COMPANY IMPLICATED IN MULTI-STATE SCAM A MAJOR PLAYER ON INTERSTATE 73 BOONDOGGLE …
Earlier this week our website was the first media outlet in South Carolina outlet to report on a major scandal coming out of West Virginia.
Why do we care what happens in the Mountain State?
Because this scandal has a Palmetto political connection – a hanging thread at which we’re just beginning to tug.
Federal prosecutors in West Virginia’s northern district named the Columbia, S.C.-based Dennis Corporation – an engineering firm – in connection with an ongoing bribery investigation that has allegedly deprived taxpayers in Coal Country of more than $1.5 million.
The scandal has its roots in the West Virginia Division of Highways (WVDOH), where current and former employees allegedly conspired to “bypass normal state procedures and funnel structure inspection work to the Dennis Corporation in exchange for covert payments totaling nearly $200,000,” according to a government news release.
It remains to be seen whether any South Carolina-based law enforcement assets are involved in this ongoing investigation – or if any indictments are expected in the Palmetto State.
Obviously scandals like this are nothing new here … in fact, they often end far less daintily.
Anyway, in doing some preliminary digging following yesterday’s announcement of the indictments in West Virginia, we uncovered a couple of interesting tidbits.
First, Dennis Corporation isn’t just getting fat contracts in West Virginia, it’s getting them here as well – including “a contract to provide surveying for a portion of the United State’s largest interstate project currently under way.”
Which project is that? The South Carolina portion of Interstate 73 – which this website has repeatedly exposed as being totally unnecessary (we’re not alone in that assessment, either).
Interstate 73 is being aggressively pushed by scandal-ravaged S.C. Department of Transportation (SCDOT) commission chairman Mike Wooten – a guy whose agency breeds corruption.

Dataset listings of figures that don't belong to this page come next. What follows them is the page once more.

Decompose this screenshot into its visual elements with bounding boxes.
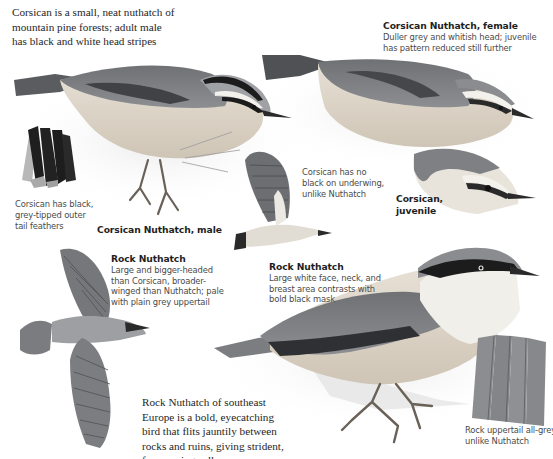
caption-line: Corsican has black,: [15, 199, 93, 210]
caption-title: Rock Nuthatch: [111, 253, 224, 265]
caption-rock-flight: Rock Nuthatch Large and bigger-headed th…: [111, 253, 224, 308]
caption-line: winged than Nuthatch; pale: [111, 286, 224, 297]
caption-line: unlike Nuthatch: [302, 189, 384, 200]
caption-rock-perched: Rock Nuthatch Large white face, neck, an…: [269, 261, 381, 305]
caption-line: Large and bigger-headed: [111, 265, 224, 276]
caption-line: Europe is a bold, eyecatching: [142, 410, 284, 425]
caption-line: has black and white head stripes: [12, 34, 175, 49]
caption-line: rocks and ruins, giving strident,: [142, 439, 284, 454]
caption-line: tail feathers: [15, 221, 93, 232]
rock-tail-illustration: [472, 335, 546, 426]
caption-corsican-intro: Corsican is a small, neat nuthatch of mo…: [12, 5, 175, 49]
caption-line: black on underwing,: [302, 178, 384, 189]
caption-line: Rock uppertail all-grey,: [465, 425, 553, 436]
caption-line: than Corsican, broader-: [111, 276, 224, 287]
illustration-plate: Corsican is a small, neat nuthatch of mo…: [0, 0, 553, 459]
caption-line: unlike Nuthatch: [465, 436, 553, 447]
caption-line: has pattern reduced still further: [383, 43, 536, 54]
caption-line: Duller grey and whitish head; juvenile: [383, 32, 536, 43]
caption-line: Rock Nuthatch of southeast: [142, 395, 284, 410]
caption-line: Corsican has no: [302, 167, 384, 178]
caption-corsican-tail: Corsican has black, grey-tipped outer ta…: [15, 199, 93, 231]
caption-rock-tail: Rock uppertail all-grey, unlike Nuthatch: [465, 425, 553, 447]
caption-rock-intro: Rock Nuthatch of southeast Europe is a b…: [142, 395, 284, 459]
caption-line: bird that flits jauntily between: [142, 424, 284, 439]
caption-title: Corsican,: [396, 193, 443, 205]
caption-line: Large white face, neck, and: [269, 273, 381, 284]
caption-line: far-carrying calls: [142, 453, 284, 459]
caption-line: mountain pine forests; adult male: [12, 20, 175, 35]
caption-title: Rock Nuthatch: [269, 261, 381, 273]
caption-title: juvenile: [396, 205, 443, 217]
caption-corsican-male: Corsican Nuthatch, male: [97, 224, 222, 236]
caption-corsican-juvenile: Corsican, juvenile: [396, 193, 443, 217]
caption-line: Corsican is a small, neat nuthatch of: [12, 5, 175, 20]
caption-line: with plain grey uppertail: [111, 297, 224, 308]
caption-title: Corsican Nuthatch, female: [383, 20, 536, 32]
caption-corsican-female: Corsican Nuthatch, female Duller grey an…: [383, 20, 536, 53]
caption-title: Corsican Nuthatch, male: [97, 224, 222, 236]
caption-line: breast area contrasts with: [269, 284, 381, 295]
caption-line: bold black mask: [269, 294, 381, 305]
caption-line: grey-tipped outer: [15, 210, 93, 221]
caption-corsican-underwing: Corsican has no black on underwing, unli…: [302, 167, 384, 199]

It’s curious, then, that Wooten was praised by name in a recent column that ran in … wait for it … The Charleston (West Virginia) Gazette.
The column – published two months ago by commercial property broker Howard Swint – urged policymakers in West Virginia to move forward with that state’s section of Interstate 73.
“If our lawmakers really want to help stimulate the economy in the southwest coalfields, they should move completion of I-73 to the top of the state’s economic-development priority list,” he wrote.
We have no idea whether the West Virginia portion of Interstate 73 is a worthwhile infrastructure priority. It very well could be. All we know is the South Carolina section should not be a priority. In fact, it would be a colossal waste of money given that the same traffic needs could be met far better for a fraction of the cost.
Beyond the Dennis Corporation’s role in the recently-uncovered WVDOH scandal, we have no idea what other connections exist between the two states … we’re just beginning to dig. We do know there are a lot of coincidences, though, as well as some curious financial arrangements related to the company.
For example, consider this language from Dennis Corporation’s press release announcing its participation in the Interstate 73 project …
To assist in the funding of this project, a Public-Private Partnership (PPP) Study Committee has been established. The committee is meant to study the feasibility and benefits of the construction, operation, maintenance of roads, streets, highways, bridges and tunnels through the utilization of public-private partnerships and ventures.
Dennis Corporation will continue work on the preconstruction and right-of-way survey for their portion of the 80 mile route while the remaining necessary funds are collected.
Hmmm …
South Carolina taxpayers have already shelled out hundreds of millions of dollars on Interstate 73-related projects – including the infamous “interchange of hope.”
We wonder how much taxpayer money has gone to this “study committee?”